With the new American refugee policies and financial restrictions coming into force, Soviet Jews were faced with a much longer wait before being able to enter the United States. They could migrate under the “parole admission” system, but that would mean they would not receive the same financial benefits as they would as refugees, or regular immigrants, so most decided not to accept this option. In response to the reductions in the United States budget for Soviet Jewish migration, the Council of Jewish Federations decided to organize an emergency campaign through the United Jewish Appeal, which they named “Passage to Freedom,” to help settle Jews in the United States. This further strained relations with Israel, since two-thirds of the Jewish Agency’s budget came from fundraising by local American federations through the United Jewish Appeal. Simcha Dinitz, who had taken over from Dulzin as head of the Jewish Agency, strongly opposed any cuts in the Jewish Agency budget to assist more drop-outs. He described this as “adding insult to injury.”

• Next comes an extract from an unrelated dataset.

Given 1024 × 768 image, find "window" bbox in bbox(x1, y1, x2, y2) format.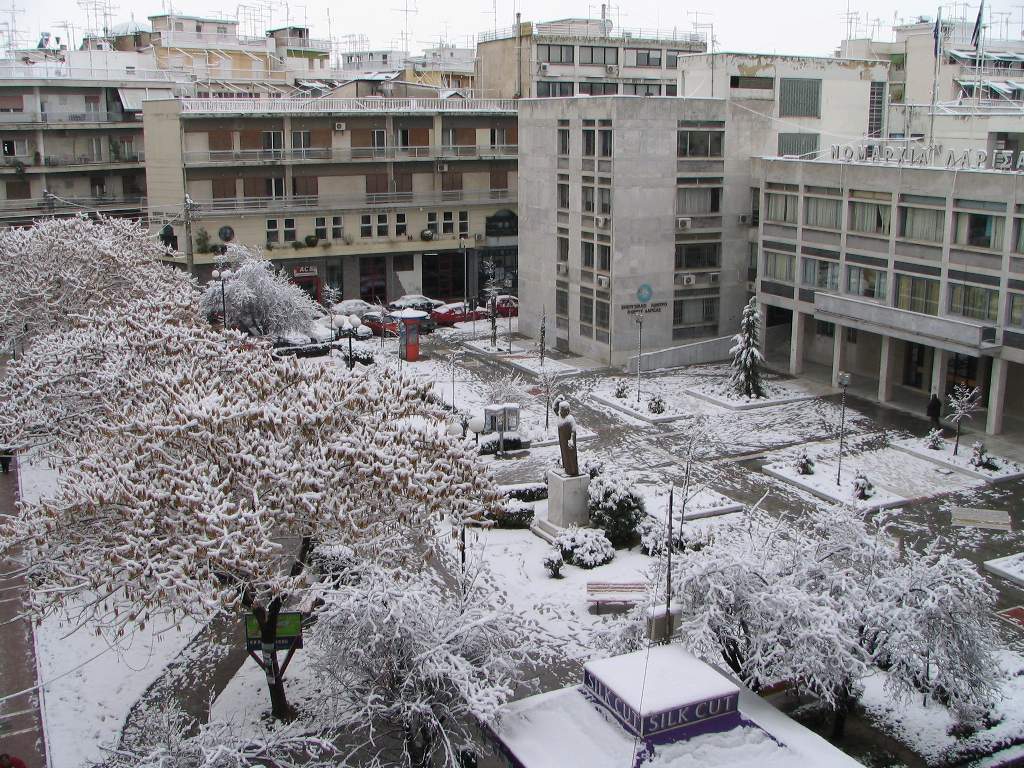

In the end, an agreement was reached that the Jewish Agency would receive 50% of the funds raised during the appeal, but the appeal was not successful. An article in the Jewish press explained:

“What we are seeing now is a combination of subtle pressure from Israel, concern about the federal budget and a growing tendency in the Jewish community to ask some hard questions” said one Soviet Jewish activist: “If resettlement will take all this money, where would it be best spent? Here or in Israel? Right now, I think there’s a shift in the direction of Israel”.

Other activists refer to a “born-again Zionism” among Jewish organizations and community leaders. The question is whether the investment will “pay greater dividends in Israel, where it’s an investment in nation-building.”

By August 1989 the appeal had only raised half of the target of $75 million. This was because by then:

Many Jewish leaders had come to think that American Jewry should not compete with Israel on a matter so crucial to the survival of the Jewish homeland. To the Zionists among them, despite talk of their human rights to settle where they pleased, the move of Jews from one diaspora to another made no sense.

In contrast, “Operation Exodus” to raise money to help resettle Soviet Jews in Israel, which set a budget of raising $420 million over three years, was very successful, raising $500 million over two years. This was despite the pessimistic assessment in 1990 that this campaign would only raise a third of the $420 million target.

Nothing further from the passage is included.